I already talked about clinical facilities and demonstrating research relationships with them and documented access.

Your Idea

So finally, after all of that stuff, then you finally get to talk about your idea. What’s amazing is there’s all this structure you have to build up—logistical structure you have to build up before you can even talk about science. That’s part of this program. You have to learn all of these logistics, all of the culture and the acronyms and the people that you need and all of this non-scientific stuff that you need to support your science.

When you finally get down and get to think about your ideaI think I mentioned this yesterday, that it should be feasible, it should have demonstrated feasibility.

It should have—this is a weird balancing act—but it should have a high likelihood of success. It doesn’t mean this experiment—some people interpret that to mean you should know what the outcome of the experiment is before you do it. I’ve even heard people say that your first aim should already be in the can before you submit the application. That’s not true. People can smell that, and that will not go well. Nobody wants to pay for work that’s already been done. The idea is that you should know your science well enough that you have a strong guess of what the outcome is going to be. And even better, if there are alternate outcomes, if you can say how one alternative or the other is going to steer science in one direction or the other. So, that’s a real bonus if you have strong alternate theories, competing theories.

And then you already did this—because you have specific aims—of having clear experimental objectives.

Preparing for Your First NIH Grant: More Videos in This Series

1. Who Is the Target Audience for Your Grant?

2. How Do I Determine an Appropriate Scope, Size, and Topic for My Research Project?

3. Common Challenges and Problems in Constructing Specific Aims

4. Are You Ready to Write Your First NIH Grant? Really?

5. Demystifying the Logistics of the Grant Application Process

6. Identifying Time and Budgetary Commitments for Your Research Project

7. Anatomy of the SF424: A Formula for NIH Research Grants

8. Common Strengths and Weaknesses in Grant Applications

Christopher Moore
Boston University

Selected clips from sessions presented at Pathways (2014 and 2015).
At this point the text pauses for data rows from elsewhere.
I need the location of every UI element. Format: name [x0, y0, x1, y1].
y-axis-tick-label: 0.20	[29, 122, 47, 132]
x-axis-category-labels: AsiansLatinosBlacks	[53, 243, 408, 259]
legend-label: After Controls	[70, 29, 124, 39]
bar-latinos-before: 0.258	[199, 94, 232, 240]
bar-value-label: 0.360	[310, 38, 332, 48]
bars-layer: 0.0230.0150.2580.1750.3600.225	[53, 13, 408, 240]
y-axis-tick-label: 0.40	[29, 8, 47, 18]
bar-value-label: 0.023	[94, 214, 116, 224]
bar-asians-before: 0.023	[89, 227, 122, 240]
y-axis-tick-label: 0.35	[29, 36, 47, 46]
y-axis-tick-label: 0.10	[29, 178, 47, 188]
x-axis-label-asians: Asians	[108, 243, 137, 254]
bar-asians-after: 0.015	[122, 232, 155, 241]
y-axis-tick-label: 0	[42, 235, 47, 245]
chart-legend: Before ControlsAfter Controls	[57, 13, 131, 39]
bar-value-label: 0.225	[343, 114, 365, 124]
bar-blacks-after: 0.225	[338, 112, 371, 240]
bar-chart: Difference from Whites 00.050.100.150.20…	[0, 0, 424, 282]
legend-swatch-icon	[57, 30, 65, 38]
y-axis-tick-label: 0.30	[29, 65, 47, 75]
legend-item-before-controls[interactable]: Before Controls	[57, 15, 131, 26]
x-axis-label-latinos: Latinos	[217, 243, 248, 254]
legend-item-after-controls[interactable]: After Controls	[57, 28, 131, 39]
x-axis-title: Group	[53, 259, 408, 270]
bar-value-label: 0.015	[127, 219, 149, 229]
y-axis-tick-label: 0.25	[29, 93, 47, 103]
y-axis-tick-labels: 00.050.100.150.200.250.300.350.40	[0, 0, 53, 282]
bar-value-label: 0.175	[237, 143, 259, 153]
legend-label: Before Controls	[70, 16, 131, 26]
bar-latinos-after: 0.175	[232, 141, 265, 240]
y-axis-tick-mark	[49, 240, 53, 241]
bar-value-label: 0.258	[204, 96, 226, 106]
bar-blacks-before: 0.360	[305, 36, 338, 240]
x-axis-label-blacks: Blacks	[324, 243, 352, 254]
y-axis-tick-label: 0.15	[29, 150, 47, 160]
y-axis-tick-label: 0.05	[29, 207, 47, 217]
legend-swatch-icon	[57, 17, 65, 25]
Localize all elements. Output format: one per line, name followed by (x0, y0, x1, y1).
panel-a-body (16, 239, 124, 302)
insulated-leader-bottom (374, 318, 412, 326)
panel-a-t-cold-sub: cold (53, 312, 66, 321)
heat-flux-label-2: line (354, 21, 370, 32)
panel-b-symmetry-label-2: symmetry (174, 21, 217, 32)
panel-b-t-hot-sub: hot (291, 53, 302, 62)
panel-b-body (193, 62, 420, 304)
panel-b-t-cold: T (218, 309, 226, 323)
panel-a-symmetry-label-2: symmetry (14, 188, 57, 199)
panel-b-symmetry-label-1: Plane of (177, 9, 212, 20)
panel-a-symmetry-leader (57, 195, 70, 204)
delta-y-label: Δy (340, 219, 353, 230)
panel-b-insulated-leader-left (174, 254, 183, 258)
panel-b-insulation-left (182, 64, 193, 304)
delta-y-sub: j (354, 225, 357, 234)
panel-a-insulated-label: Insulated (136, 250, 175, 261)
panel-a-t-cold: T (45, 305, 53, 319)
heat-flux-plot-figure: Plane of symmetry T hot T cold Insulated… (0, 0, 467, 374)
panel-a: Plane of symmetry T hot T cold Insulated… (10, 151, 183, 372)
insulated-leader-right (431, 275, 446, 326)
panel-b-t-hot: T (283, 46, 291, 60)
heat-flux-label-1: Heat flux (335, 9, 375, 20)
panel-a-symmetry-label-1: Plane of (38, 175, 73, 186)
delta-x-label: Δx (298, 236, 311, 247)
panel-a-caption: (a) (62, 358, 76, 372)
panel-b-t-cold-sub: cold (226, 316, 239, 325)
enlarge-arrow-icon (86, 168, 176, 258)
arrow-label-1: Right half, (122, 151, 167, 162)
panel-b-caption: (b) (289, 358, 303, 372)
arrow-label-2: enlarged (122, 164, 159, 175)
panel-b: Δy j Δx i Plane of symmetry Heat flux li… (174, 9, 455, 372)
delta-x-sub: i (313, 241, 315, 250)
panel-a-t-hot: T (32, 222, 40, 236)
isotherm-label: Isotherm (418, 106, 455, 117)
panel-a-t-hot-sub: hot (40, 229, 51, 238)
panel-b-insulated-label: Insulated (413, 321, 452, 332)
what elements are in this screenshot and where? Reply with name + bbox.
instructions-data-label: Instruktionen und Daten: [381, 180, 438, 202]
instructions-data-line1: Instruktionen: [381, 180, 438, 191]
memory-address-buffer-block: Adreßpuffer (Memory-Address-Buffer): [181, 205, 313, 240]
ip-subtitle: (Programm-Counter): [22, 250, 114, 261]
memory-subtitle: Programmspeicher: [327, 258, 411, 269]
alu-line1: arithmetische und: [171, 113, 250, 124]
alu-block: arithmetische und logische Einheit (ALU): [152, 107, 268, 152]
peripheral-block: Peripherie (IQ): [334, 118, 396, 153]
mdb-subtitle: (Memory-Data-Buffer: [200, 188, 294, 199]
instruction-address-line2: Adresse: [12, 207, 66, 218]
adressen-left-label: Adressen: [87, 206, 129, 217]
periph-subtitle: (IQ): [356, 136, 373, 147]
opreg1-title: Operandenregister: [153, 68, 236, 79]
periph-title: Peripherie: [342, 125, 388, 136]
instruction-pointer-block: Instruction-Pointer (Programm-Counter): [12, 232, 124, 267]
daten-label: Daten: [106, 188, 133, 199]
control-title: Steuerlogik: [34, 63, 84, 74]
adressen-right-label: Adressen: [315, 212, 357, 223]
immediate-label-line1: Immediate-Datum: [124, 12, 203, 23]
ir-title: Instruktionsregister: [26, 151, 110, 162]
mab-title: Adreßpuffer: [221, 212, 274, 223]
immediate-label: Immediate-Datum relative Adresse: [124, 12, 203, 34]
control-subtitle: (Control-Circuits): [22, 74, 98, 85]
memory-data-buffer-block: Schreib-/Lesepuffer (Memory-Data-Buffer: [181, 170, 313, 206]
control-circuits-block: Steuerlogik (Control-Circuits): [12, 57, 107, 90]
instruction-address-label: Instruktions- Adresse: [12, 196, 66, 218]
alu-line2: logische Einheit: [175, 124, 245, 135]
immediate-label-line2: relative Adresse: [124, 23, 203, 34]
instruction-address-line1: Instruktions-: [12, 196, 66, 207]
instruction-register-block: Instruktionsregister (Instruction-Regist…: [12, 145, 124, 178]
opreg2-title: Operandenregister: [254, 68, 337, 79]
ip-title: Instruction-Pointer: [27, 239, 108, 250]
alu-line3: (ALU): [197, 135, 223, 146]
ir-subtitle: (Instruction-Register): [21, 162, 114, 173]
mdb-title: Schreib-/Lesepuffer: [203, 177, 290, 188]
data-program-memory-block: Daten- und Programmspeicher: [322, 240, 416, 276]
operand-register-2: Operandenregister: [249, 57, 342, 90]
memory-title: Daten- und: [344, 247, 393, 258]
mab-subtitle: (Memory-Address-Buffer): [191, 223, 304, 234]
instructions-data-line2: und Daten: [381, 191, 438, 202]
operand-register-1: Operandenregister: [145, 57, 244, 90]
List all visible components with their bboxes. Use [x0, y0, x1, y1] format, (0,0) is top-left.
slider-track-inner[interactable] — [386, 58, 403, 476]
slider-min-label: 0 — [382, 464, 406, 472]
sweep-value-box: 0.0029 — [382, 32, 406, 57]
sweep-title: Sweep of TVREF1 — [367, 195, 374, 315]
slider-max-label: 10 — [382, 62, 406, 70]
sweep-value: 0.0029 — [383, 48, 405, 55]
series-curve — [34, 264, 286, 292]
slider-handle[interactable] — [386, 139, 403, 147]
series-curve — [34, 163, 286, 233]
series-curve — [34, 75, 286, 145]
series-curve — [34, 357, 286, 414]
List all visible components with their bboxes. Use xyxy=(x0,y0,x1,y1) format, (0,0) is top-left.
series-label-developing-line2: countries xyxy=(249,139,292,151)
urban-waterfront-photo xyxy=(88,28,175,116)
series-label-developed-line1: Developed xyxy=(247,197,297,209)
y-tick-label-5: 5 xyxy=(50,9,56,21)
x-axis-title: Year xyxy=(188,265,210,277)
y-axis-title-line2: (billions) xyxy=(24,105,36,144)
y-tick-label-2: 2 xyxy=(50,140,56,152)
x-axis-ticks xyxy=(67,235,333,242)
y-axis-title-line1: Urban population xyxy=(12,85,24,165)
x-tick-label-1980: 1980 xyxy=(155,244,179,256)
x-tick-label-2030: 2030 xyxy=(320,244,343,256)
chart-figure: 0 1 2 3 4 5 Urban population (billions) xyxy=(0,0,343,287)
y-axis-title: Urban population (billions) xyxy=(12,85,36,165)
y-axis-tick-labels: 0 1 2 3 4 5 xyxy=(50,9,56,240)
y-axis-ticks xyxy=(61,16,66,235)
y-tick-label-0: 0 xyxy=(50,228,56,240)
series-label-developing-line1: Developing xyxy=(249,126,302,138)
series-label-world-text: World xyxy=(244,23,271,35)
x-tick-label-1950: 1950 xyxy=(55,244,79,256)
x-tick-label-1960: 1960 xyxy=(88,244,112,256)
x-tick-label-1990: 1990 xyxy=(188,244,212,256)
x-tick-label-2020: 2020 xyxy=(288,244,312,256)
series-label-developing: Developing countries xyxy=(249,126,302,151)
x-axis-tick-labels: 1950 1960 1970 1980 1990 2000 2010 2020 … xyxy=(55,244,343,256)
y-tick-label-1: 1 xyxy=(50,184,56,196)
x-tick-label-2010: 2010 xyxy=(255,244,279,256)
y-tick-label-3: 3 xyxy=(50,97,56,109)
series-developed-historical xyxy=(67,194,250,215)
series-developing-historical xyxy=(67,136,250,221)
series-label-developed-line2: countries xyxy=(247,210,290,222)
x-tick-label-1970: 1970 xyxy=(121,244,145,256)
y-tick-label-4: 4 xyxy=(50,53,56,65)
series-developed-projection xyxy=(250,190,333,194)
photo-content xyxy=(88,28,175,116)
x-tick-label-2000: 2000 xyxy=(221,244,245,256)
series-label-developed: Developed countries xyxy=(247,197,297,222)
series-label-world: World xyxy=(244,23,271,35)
Hosted by the American Speech-Language-Hearing Association Research Mentoring Network.

Pathways is sponsored by the National Institute on Deafness and Other Communication Disorders (NIDCD) of the National Institutes of Health (NIH) through a U24 grant awarded to ASHA.

Copyrighted Material. Reproduced by the American Speech-Language-Hearing Association in the Clinical Research Education Library with permission from the author or presenter.